Jersey
Markeren
Deel
Route
This tunnel complex was built by the German State Labour Service (Reichsarbeitsdienst – RAD) and the German firm of Theodore Elsche, which was a principal contractor to the Organisation Todt in Jersey.
Local labourers were employed on the site, as were forced workers from Belgium and other countries. Whilst one accident was reported in the Evening Post newspaper on 6 February 1942, it’s understood that, thanks to the good reputation of the contractor, the tunnel was a comparatively safe working environment. That is more than can be said of other tunnels excavated nearby, including Ho8 – now known as Jersey War Tunnels.
Such was the volume of shale excavated from the tunnel, and another tunnel on the other side of La Route de L’Aleval, that a pile of spoil formed in St Peter’s Valley below, rising to the height of the valley itself. Ammunition was moved into the complex in May 1944, and by the end of the Occupation around 6,000 tons of it was stored within.
At the time of the Liberation, the British Army used the tunnel to dispose of German hardware which was crammed inside and sealed up, only to be extracted in the early 1950s by scrap merchants.
Over the years since then, the complex has been used for the storage of hire cars and coaches, as a rifle firing range and for growing mushrooms.
Just a short distance further up La Route de L’Aleval, on the right hand side, are the unmistakable cast concrete remains of a stone-crushing device, used to process rock into fragments for building aggregate.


» WHAT THE EXERCISE ASKS:
Give back every record exactly, with its pictures left out.

» AVAILABLE DATA:
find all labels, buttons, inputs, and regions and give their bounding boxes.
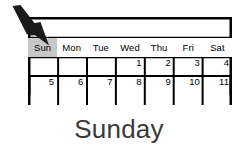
calendar-day-cell[interactable]: 2	[145, 57, 174, 76]
calendar-day-cell[interactable]	[28, 57, 57, 76]
calendar-day-cell[interactable]: 10	[174, 76, 203, 95]
weekday-header-wed[interactable]: Wed	[115, 38, 144, 57]
calendar-day-cell[interactable]: 8	[115, 76, 144, 95]
calendar-day-cell[interactable]: 9	[145, 76, 174, 95]
calendar-title-bar	[28, 17, 232, 38]
calendar-week-row: 5 6 7 8 9 10 11	[28, 76, 232, 95]
calendar-day-cell[interactable]: 3	[174, 57, 203, 76]
calendar-day-cell[interactable]: 4	[203, 57, 232, 76]
calendar-widget: Sun Mon Tue Wed Thu Fri Sat 1 2 3 4 5 6 …	[28, 17, 232, 106]
calendar-day-cell[interactable]: 11	[203, 76, 232, 95]
weekday-header-row: Sun Mon Tue Wed Thu Fri Sat	[28, 38, 232, 57]
calendar-day-cell[interactable]	[57, 57, 86, 76]
weekday-header-tue[interactable]: Tue	[86, 38, 115, 57]
calendar-day-cell[interactable]: 1	[115, 57, 144, 76]
calendar-day-cell[interactable]: 6	[57, 76, 86, 95]
calendar-week-row: 1 2 3 4	[28, 57, 232, 76]
weekday-header-sat[interactable]: Sat	[203, 38, 232, 57]
calendar-day-cell[interactable]: 5	[28, 76, 57, 95]
weekday-header-fri[interactable]: Fri	[174, 38, 203, 57]
illustration-canvas: Sun Mon Tue Wed Thu Fri Sat 1 2 3 4 5 6 …	[0, 0, 238, 151]
calendar-day-cell[interactable]	[86, 57, 115, 76]
caption-text: Sunday	[0, 112, 238, 146]
weekday-header-sun[interactable]: Sun	[28, 38, 57, 57]
weekday-header-mon[interactable]: Mon	[57, 38, 86, 57]
calendar-day-cell[interactable]: 7	[86, 76, 115, 95]
weekday-header-thu[interactable]: Thu	[145, 38, 174, 57]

» ANSWER TO THE EXERCISE:
find all labels, buttons, inputs, and regions and give their bounding boxes.
calendar-day-cell[interactable]: 2	[145, 57, 174, 76]
calendar-day-cell[interactable]	[28, 57, 57, 76]
calendar-day-cell[interactable]: 10	[174, 76, 203, 95]
weekday-header-wed[interactable]: Wed	[115, 38, 144, 57]
calendar-day-cell[interactable]: 8	[115, 76, 144, 95]
calendar-day-cell[interactable]: 9	[145, 76, 174, 95]
calendar-title-bar	[28, 17, 232, 38]
calendar-week-row: 5 6 7 8 9 10 11	[28, 76, 232, 95]
calendar-day-cell[interactable]: 3	[174, 57, 203, 76]
calendar-day-cell[interactable]: 4	[203, 57, 232, 76]
calendar-widget: Sun Mon Tue Wed Thu Fri Sat 1 2 3 4 5 6 …	[28, 17, 232, 106]
calendar-day-cell[interactable]: 11	[203, 76, 232, 95]
weekday-header-row: Sun Mon Tue Wed Thu Fri Sat	[28, 38, 232, 57]
calendar-day-cell[interactable]	[57, 57, 86, 76]
weekday-header-tue[interactable]: Tue	[86, 38, 115, 57]
calendar-day-cell[interactable]: 1	[115, 57, 144, 76]
calendar-day-cell[interactable]: 6	[57, 76, 86, 95]
calendar-week-row: 1 2 3 4	[28, 57, 232, 76]
weekday-header-sat[interactable]: Sat	[203, 38, 232, 57]
calendar-day-cell[interactable]: 5	[28, 76, 57, 95]
weekday-header-fri[interactable]: Fri	[174, 38, 203, 57]
illustration-canvas: Sun Mon Tue Wed Thu Fri Sat 1 2 3 4 5 6 …	[0, 0, 238, 151]
calendar-day-cell[interactable]	[86, 57, 115, 76]
caption-text: Sunday	[0, 112, 238, 146]
weekday-header-sun[interactable]: Sun	[28, 38, 57, 57]
weekday-header-mon[interactable]: Mon	[57, 38, 86, 57]
calendar-day-cell[interactable]: 7	[86, 76, 115, 95]
weekday-header-thu[interactable]: Thu	[145, 38, 174, 57]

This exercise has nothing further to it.